From Publishers Weekly
Though the International Bank for Reconstruction and Development, or World Bank, professes that its chief objective is fighting global poverty, most of its projects help the rich get richer while shortchanging the poor, charges Caufield. World Bank-funded proposals, she observes, have displaced millions of people, pushing them into destitution; for example, the Narmada Valley dams in India, which submerged several hundred villages. Instead of focusing on human services in developing nations, the bank promotes high-tech energy and transportation projects and Western-style, capital-intensive agriculture-development schemes that often enrich heads of state, contractors, exporters, middlemen, landholding elites and multinational corporations. Moreover, she adds, the bank pressures borrowers to amend or repeal countless local laws to qualify for loans, thereby weakening labor protections, trade unions, communal land holdings and maternity benefits. Ordinary taxpayers in donor nations ultimately finance this reallocation of funds to the relatively well-off in underdeveloped nations, she asserts. Caufield, a former environment correspondent for Britain's New Scientist, has written a scathing, well-researched critique that is likely to generate controversy in financial circles and among policy-makers.
Copyright 1996 Reed Business Information, Inc.
--This text refers to an out of print or unavailable edition of this title.
From Library Journal
Another bureaucracy in Washington, D.C., rivals the federal government in power, especially on the world stage. It belongs to the World Bank, born at the end of World War II with the noble intent of rebuilding war-torn Europe and aiding Third World development. Journalist Caufield (In the Rainforest, 1984) believes that the bank has strayed from this course, often with disastrous results. Having done exhaustive research, she skillfully dissects the workings of the organization and finds plenty of blame to go around. She brings the story up to the present with the recent appointment of James D. Wolfensohn as the new bank president. Caufield sheds light on a secretive, often mysterious organization that has affected millions of people?often misguidedly. Her compelling and sobering account is highly recommended.?Richard S. Drezen, Washington Post News Research Ctr., Washington, D.C.
Copyright 1997 Reed Business Information, Inc.
--This text refers to an out of print or unavailable edition of this title.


What to do: Scan the lines below for "Racing" and copy the matches.

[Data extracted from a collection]
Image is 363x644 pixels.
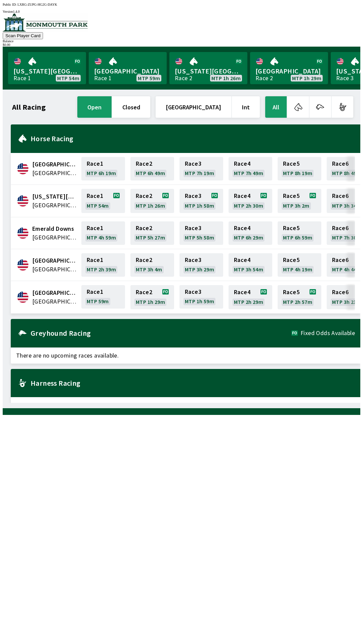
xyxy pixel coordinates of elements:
[32,193,77,201] span: Delaware Park
[234,225,250,231] span: Race 4
[32,160,77,169] span: Canterbury Park
[130,157,174,181] a: Race2MTP 6h 49m
[3,40,360,43] div: Balance
[185,235,214,240] span: MTP 5h 58m
[234,299,263,304] span: MTP 2h 29m
[185,161,201,167] span: Race 3
[175,76,192,81] div: Race 2
[332,193,348,199] span: Race 6
[94,76,112,81] div: Race 1
[10,347,360,364] span: There are no upcoming races available.
[136,170,165,176] span: MTP 6h 49m
[87,161,103,167] span: Race 1
[130,285,174,310] a: Race2MTP 1h 29m
[136,235,165,240] span: MTP 5h 27m
[231,96,260,118] button: Int
[234,257,250,263] span: Race 4
[179,254,223,277] a: Race3MTP 3h 29m
[283,225,299,231] span: Race 5
[57,76,79,81] span: MTP 54m
[175,67,242,76] span: [US_STATE][GEOGRAPHIC_DATA]
[87,289,103,295] span: Race 1
[32,169,77,178] span: United States
[81,157,125,181] a: Race1MTP 6h 19m
[87,257,103,263] span: Race 1
[283,299,312,304] span: MTP 2h 57m
[87,170,116,176] span: MTP 6h 19m
[332,161,348,167] span: Race 6
[87,225,103,231] span: Race 1
[212,76,240,81] span: MTP 1h 26m
[32,224,77,233] span: Emerald Downs
[89,52,167,84] a: [GEOGRAPHIC_DATA]Race 1MTP 59m
[156,96,231,118] button: [GEOGRAPHIC_DATA]
[3,43,360,46] div: $ 0.00
[332,203,361,208] span: MTP 3h 34m
[136,257,152,263] span: Race 2
[32,297,77,306] span: United States
[234,193,250,199] span: Race 4
[179,285,223,310] a: Race3MTP 1h 59m
[31,136,354,141] h2: Horse Racing
[94,67,161,76] span: [GEOGRAPHIC_DATA]
[14,76,31,81] div: Race 1
[136,161,152,167] span: Race 2
[179,189,223,213] a: Race3MTP 1h 58m
[283,267,312,273] span: MTP 4h 19m
[277,285,321,310] a: Race5MTP 2h 57m
[228,222,272,245] a: Race4MTP 6h 29m
[185,289,201,295] span: Race 3
[3,14,88,32] img: venue logo
[332,170,361,176] span: MTP 8h 49m
[332,225,348,231] span: Race 6
[179,222,223,245] a: Race3MTP 5h 58m
[138,76,160,81] span: MTP 59m
[3,9,360,14] div: Version 1.4.0
[136,290,152,295] span: Race 2
[185,267,214,273] span: MTP 3h 29m
[332,290,348,295] span: Race 6
[14,67,81,76] span: [US_STATE][GEOGRAPHIC_DATA]
[32,201,77,210] span: United States
[283,290,299,295] span: Race 5
[292,76,321,81] span: MTP 1h 29m
[185,257,201,263] span: Race 3
[136,193,152,199] span: Race 2
[87,267,116,273] span: MTP 2h 39m
[277,189,321,213] a: Race5MTP 3h 2m
[17,3,57,6] span: LXRG-ZUPG-HG2G-DAYK
[283,170,312,176] span: MTP 8h 19m
[31,331,291,336] h2: Greyhound Racing
[234,290,250,295] span: Race 4
[136,203,165,208] span: MTP 1h 26m
[112,96,150,118] button: closed
[87,193,103,199] span: Race 1
[32,233,77,242] span: United States
[228,189,272,213] a: Race4MTP 2h 30m
[228,254,272,277] a: Race4MTP 3h 54m
[277,222,321,245] a: Race5MTP 6h 59m
[234,267,263,273] span: MTP 3h 54m
[32,265,77,274] span: United States
[136,299,165,304] span: MTP 1h 29m
[277,254,321,277] a: Race5MTP 4h 19m
[81,222,125,245] a: Race1MTP 4h 59m
[31,381,354,386] h2: Harness Racing
[185,203,214,208] span: MTP 1h 58m
[179,157,223,181] a: Race3MTP 7h 19m
[228,157,272,181] a: Race4MTP 7h 49m
[300,331,354,336] span: Fixed Odds Available
[234,203,263,208] span: MTP 2h 30m
[234,161,250,167] span: Race 4
[3,32,43,40] button: Scan Player Card
[136,225,152,231] span: Race 2
[81,254,125,277] a: Race1MTP 2h 39m
[169,52,247,84] a: [US_STATE][GEOGRAPHIC_DATA]Race 2MTP 1h 26m
[87,298,108,304] span: MTP 59m
[332,267,361,273] span: MTP 4h 44m
[335,76,354,81] div: Race 3
[87,235,116,240] span: MTP 4h 59m
[265,96,286,118] button: All
[283,161,299,167] span: Race 5
[249,52,328,84] a: [GEOGRAPHIC_DATA]Race 2MTP 1h 29m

Your response:
[31,136,354,141] h2: Horse Racing
[31,331,291,336] h2: Greyhound Racing
[31,381,354,386] h2: Harness Racing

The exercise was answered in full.